Sojourner Truth always was a powerful singer.

From The Daily Dig

By Susannah Black

In 1844, in a field outside the town of Northampton, Massachusetts, a gang of young men showed up at a revival meeting, making trouble. The meeting’s organizers grew angry; the men – more than a hundred – redoubled their uproar. One of the meeting attendees, a forty-seven-year-old woman, hid behind a chest in the corner of the tent: “I am the only colored person here,” she thought, “and on me, probably, their wicked mischief will fall first, and perhaps fatally.”

The young men started to rock the tent-poles. And she gave herself a talking-to. “Shall I run away and hide from the devil? Me, a servant of the living God? Have I not faith enough to go out and quell that mob?” She tried, unsuccessfully, to convince a couple of friends to confront the men with her. She left the tent alone, and, the moon bright on the field, she walked up a rise nearby and began to sing.

Wikipedia. 2023. “Sojourner Truth.” Wikimedia Foundation. Last modified January 23, 2023. https://en.wikipedia.org/wiki/Sojourner_Truth.

The Plough publishes the Daily Dig. Start off your day with a jolt – a free, pithy quote from the likes of Arnold, Blumhardt, Dostoevsky, Kierkegaard, Romero, Sundar Singh, Tolstoy, and others, waiting in your inbox every morning. Think of it as caffeine for your conscience. Subscribe Here.

Food for your soul for this Saturday,

Debora Ragland Buerk
The Write Stuff
Looking at life from a different POV.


— EXERCISE REQUIREMENTS —
Would you show every line from the records that holds "horizontal"?

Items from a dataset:
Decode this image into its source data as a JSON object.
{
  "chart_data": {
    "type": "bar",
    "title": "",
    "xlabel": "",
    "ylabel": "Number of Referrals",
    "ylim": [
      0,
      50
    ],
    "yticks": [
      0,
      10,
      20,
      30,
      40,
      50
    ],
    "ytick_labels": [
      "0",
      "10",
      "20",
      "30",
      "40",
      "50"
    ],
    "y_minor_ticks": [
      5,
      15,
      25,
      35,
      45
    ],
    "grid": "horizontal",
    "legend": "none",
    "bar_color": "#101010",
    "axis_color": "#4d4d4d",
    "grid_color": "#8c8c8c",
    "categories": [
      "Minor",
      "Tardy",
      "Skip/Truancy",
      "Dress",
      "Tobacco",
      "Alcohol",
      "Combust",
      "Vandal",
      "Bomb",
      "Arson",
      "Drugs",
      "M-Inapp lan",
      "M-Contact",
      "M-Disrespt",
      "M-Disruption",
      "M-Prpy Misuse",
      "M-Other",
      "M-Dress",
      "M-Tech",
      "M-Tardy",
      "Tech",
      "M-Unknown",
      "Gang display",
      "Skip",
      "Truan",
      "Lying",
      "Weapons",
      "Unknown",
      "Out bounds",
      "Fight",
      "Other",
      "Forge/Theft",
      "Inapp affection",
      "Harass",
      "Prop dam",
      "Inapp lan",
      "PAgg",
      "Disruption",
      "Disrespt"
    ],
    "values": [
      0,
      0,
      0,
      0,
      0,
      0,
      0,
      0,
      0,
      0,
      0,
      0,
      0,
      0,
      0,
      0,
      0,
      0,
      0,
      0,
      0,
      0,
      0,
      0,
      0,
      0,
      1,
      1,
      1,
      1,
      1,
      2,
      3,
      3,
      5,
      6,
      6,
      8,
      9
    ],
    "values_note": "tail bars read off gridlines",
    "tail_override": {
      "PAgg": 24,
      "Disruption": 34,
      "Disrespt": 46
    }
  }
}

--

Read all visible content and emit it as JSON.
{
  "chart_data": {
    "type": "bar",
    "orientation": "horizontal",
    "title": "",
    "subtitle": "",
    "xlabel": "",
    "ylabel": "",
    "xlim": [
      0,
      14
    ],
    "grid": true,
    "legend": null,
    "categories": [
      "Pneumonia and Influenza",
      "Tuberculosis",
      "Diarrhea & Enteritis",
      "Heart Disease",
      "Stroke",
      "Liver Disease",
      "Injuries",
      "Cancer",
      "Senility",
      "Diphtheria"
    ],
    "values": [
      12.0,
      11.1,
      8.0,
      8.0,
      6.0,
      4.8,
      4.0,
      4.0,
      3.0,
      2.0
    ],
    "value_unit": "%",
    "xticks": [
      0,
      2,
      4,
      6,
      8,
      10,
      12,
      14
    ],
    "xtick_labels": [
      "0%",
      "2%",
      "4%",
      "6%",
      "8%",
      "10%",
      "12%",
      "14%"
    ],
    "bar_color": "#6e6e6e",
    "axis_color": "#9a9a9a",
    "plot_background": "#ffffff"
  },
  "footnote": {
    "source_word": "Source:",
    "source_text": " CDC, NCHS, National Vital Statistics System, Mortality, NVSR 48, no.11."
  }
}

— FINISHED EXERCISE —
    "grid": "horizontal",
    "orientation": "horizontal",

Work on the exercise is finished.